Clavulinopsis sulcata
Clavulinopsis sulcata is a clavarioid fungus in the family Clavariaceae and is the type species of the genus Clavulinopsis. It forms very long, slender, cylindrical pinkish or orange fruiting bodies that grow on the ground among plant litter. A vernacular name that has been used for the species is flame fungus.
Taxonomy
The species was originally described from Java in 1923 by the Dutch mycologist Casper van Overeem, when he made it the type species of the newly circumscribed genus Clavulinopsis.In his influential monograph of the clavarioid fungi, the English mycologist E.J.H. Corner considered Clavulinopsis sulcata to be a synonym of Clavaria miniata, originally described by the English cryptogamist Miles Joseph Berkeley in 1843, from collections made in Uitenhage, South Africa. Berkeley's name is, however, illegitimate since it is a homonym of the earlier and unrelated Clavaria miniata Purton. Corner also considered Clavaria phoenicea, described from Java in 1847 by the Swiss mycologist Heinrich Zollinger, to be a further synonym.
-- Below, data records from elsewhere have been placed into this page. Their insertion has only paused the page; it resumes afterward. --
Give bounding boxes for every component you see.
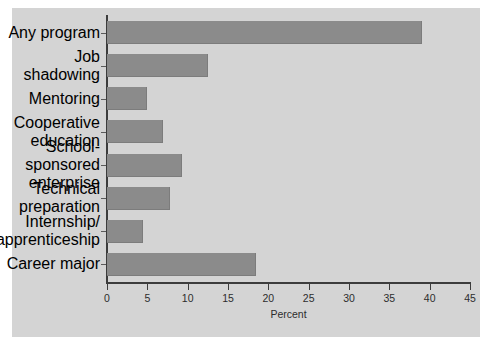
category-label: Mentoring bbox=[4, 82, 100, 115]
bar bbox=[107, 54, 208, 77]
category-label-line: Job shadowing bbox=[4, 48, 100, 84]
x-axis-tick bbox=[147, 284, 148, 290]
x-axis-line bbox=[106, 282, 471, 284]
category-label-line: Internship/ bbox=[0, 213, 100, 231]
x-axis-tick-label: 30 bbox=[329, 292, 369, 304]
bar-row bbox=[107, 149, 470, 182]
x-axis-tick-label: 40 bbox=[410, 292, 450, 304]
x-axis-tick-label: 45 bbox=[450, 292, 488, 304]
bar bbox=[107, 120, 163, 143]
bar bbox=[107, 21, 422, 44]
x-axis-tick-label: 10 bbox=[168, 292, 208, 304]
bar bbox=[107, 154, 182, 177]
bar bbox=[107, 253, 256, 276]
plot-area bbox=[107, 16, 470, 281]
bar-row bbox=[107, 115, 470, 148]
bar bbox=[107, 87, 147, 110]
category-label: Any program bbox=[4, 16, 100, 49]
y-axis-tick bbox=[101, 99, 106, 100]
bar bbox=[107, 220, 143, 243]
bar-row bbox=[107, 49, 470, 82]
x-axis-tick bbox=[268, 284, 269, 290]
y-axis-tick bbox=[101, 66, 106, 67]
y-axis-tick bbox=[101, 132, 106, 133]
category-label-line: Cooperative bbox=[14, 114, 100, 132]
x-axis-tick-label: 15 bbox=[208, 292, 248, 304]
bar-row bbox=[107, 82, 470, 115]
category-label: School-sponsoredenterprise bbox=[4, 149, 100, 182]
x-axis-tick-label: 20 bbox=[248, 292, 288, 304]
x-axis-title: Percent bbox=[107, 308, 470, 320]
bar-row bbox=[107, 248, 470, 281]
chart-figure: Any programJob shadowingMentoringCoopera… bbox=[0, 0, 488, 343]
x-axis-tick-label: 0 bbox=[87, 292, 127, 304]
x-axis-tick bbox=[309, 284, 310, 290]
bar-row bbox=[107, 215, 470, 248]
category-label: Internship/apprenticeship bbox=[4, 215, 100, 248]
x-axis-tick bbox=[107, 284, 108, 290]
y-axis-tick bbox=[101, 264, 106, 265]
x-axis-tick bbox=[349, 284, 350, 290]
category-label: Career major bbox=[4, 248, 100, 281]
x-axis-tick bbox=[228, 284, 229, 290]
x-axis-tick bbox=[470, 284, 471, 290]
category-label-line: School-sponsored bbox=[4, 138, 100, 174]
x-axis-tick-label: 5 bbox=[127, 292, 167, 304]
y-axis-tick bbox=[101, 231, 106, 232]
category-label-line: Career major bbox=[7, 255, 100, 273]
category-label-line: Any program bbox=[8, 24, 100, 42]
x-axis-tick bbox=[430, 284, 431, 290]
y-axis-tick bbox=[101, 33, 106, 34]
category-label: Technicalpreparation bbox=[4, 182, 100, 215]
bar-row bbox=[107, 16, 470, 49]
x-axis-tick-label: 25 bbox=[289, 292, 329, 304]
y-axis-tick bbox=[101, 165, 106, 166]
x-axis-tick-label: 35 bbox=[369, 292, 409, 304]
x-axis-tick bbox=[188, 284, 189, 290]
x-axis-tick bbox=[389, 284, 390, 290]
bar-row bbox=[107, 182, 470, 215]
category-axis-labels: Any programJob shadowingMentoringCoopera… bbox=[4, 16, 102, 281]
category-label-line: Mentoring bbox=[29, 90, 100, 108]
category-label-line: apprenticeship bbox=[0, 231, 100, 249]
bar bbox=[107, 187, 170, 210]
y-axis-tick bbox=[101, 198, 106, 199]
category-label-line: Technical bbox=[19, 180, 100, 198]
category-label: Job shadowing bbox=[4, 49, 100, 82]
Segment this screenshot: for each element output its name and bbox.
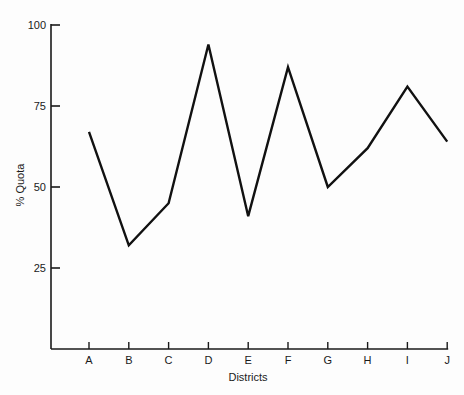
y-tick-label: 25 [34,262,46,274]
y-axis-title: % Quota [14,163,26,207]
x-axis-ticks: ABCDEFGHIJ [85,342,450,366]
x-tick-label: J [444,354,450,366]
x-tick-label: H [364,354,372,366]
y-tick-label: 100 [28,19,46,31]
data-line [89,44,447,245]
line-chart: 255075100 ABCDEFGHIJ Districts % Quota [0,0,464,395]
x-tick-label: F [285,354,292,366]
x-tick-label: C [165,354,173,366]
x-tick-label: A [85,354,93,366]
y-axis-ticks: 255075100 [28,19,60,274]
x-tick-label: D [204,354,212,366]
x-tick-label: I [406,354,409,366]
x-axis-title: Districts [228,371,268,383]
x-tick-label: G [324,354,333,366]
y-tick-label: 75 [34,100,46,112]
x-tick-label: B [125,354,132,366]
x-tick-label: E [245,354,252,366]
chart-axes [51,24,448,349]
y-tick-label: 50 [34,181,46,193]
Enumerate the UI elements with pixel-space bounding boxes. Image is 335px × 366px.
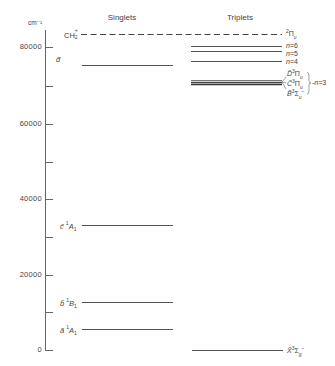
energy-level-diagram: cm⁻¹ 80000 60000 40000 20000 0 Singlets …: [0, 0, 335, 366]
ion-term-label: 2Πu: [286, 29, 297, 40]
singlet-c-label: c̃ 1A1: [60, 221, 76, 232]
singlet-a-label: ã 1A1: [60, 325, 77, 336]
triplet-n6-label: n=6: [286, 42, 298, 49]
singlets-title: Singlets: [108, 14, 136, 22]
axis-ticks: [45, 48, 53, 351]
triplet-levels: [191, 47, 283, 351]
tick-label-0: 0: [4, 346, 42, 354]
energy-axis: [0, 0, 335, 366]
singlet-d-label: d̃: [56, 56, 60, 64]
triplet-n3-label: -n=3: [312, 79, 326, 86]
tick-label-20000: 20000: [4, 271, 42, 279]
ion-label-text: CH: [64, 31, 75, 40]
singlet-b-label: b̃ 1B1: [60, 298, 77, 309]
triplet-B-label: B̃3Σu−: [287, 89, 304, 100]
triplet-n5-label: n=5: [286, 50, 298, 57]
triplet-n4-label: n=4: [286, 58, 298, 65]
ion-sub: 2: [75, 35, 78, 40]
ion-sup: +: [75, 28, 78, 33]
ion-label: CH+2: [64, 30, 80, 40]
triplets-title: Triplets: [227, 14, 253, 22]
tick-label-40000: 40000: [4, 195, 42, 203]
axis-unit-label: cm⁻¹: [28, 20, 42, 27]
triplet-X-label: X̃3Σg−: [287, 346, 304, 357]
singlet-levels: [82, 66, 173, 330]
tick-label-80000: 80000: [4, 43, 42, 51]
tick-label-60000: 60000: [4, 120, 42, 128]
The American mycologist Ronald H. Petersen initially agreed with Corner that Clavaria miniata was the same species. But a study of the type specimen by British mycologist Derek Reid showed that C. miniata had ellipsoid spores and was therefore possibly not synonymous, as later acknowledged by Petersen. Petersen also noted that C. sulcata was part of a complex of related globose-spored species representing collections with apricot-coloured fruit bodies, with C. phoenicea having red-orange fruit bodies, and Clavaria miyabeana blood-red fruit bodies.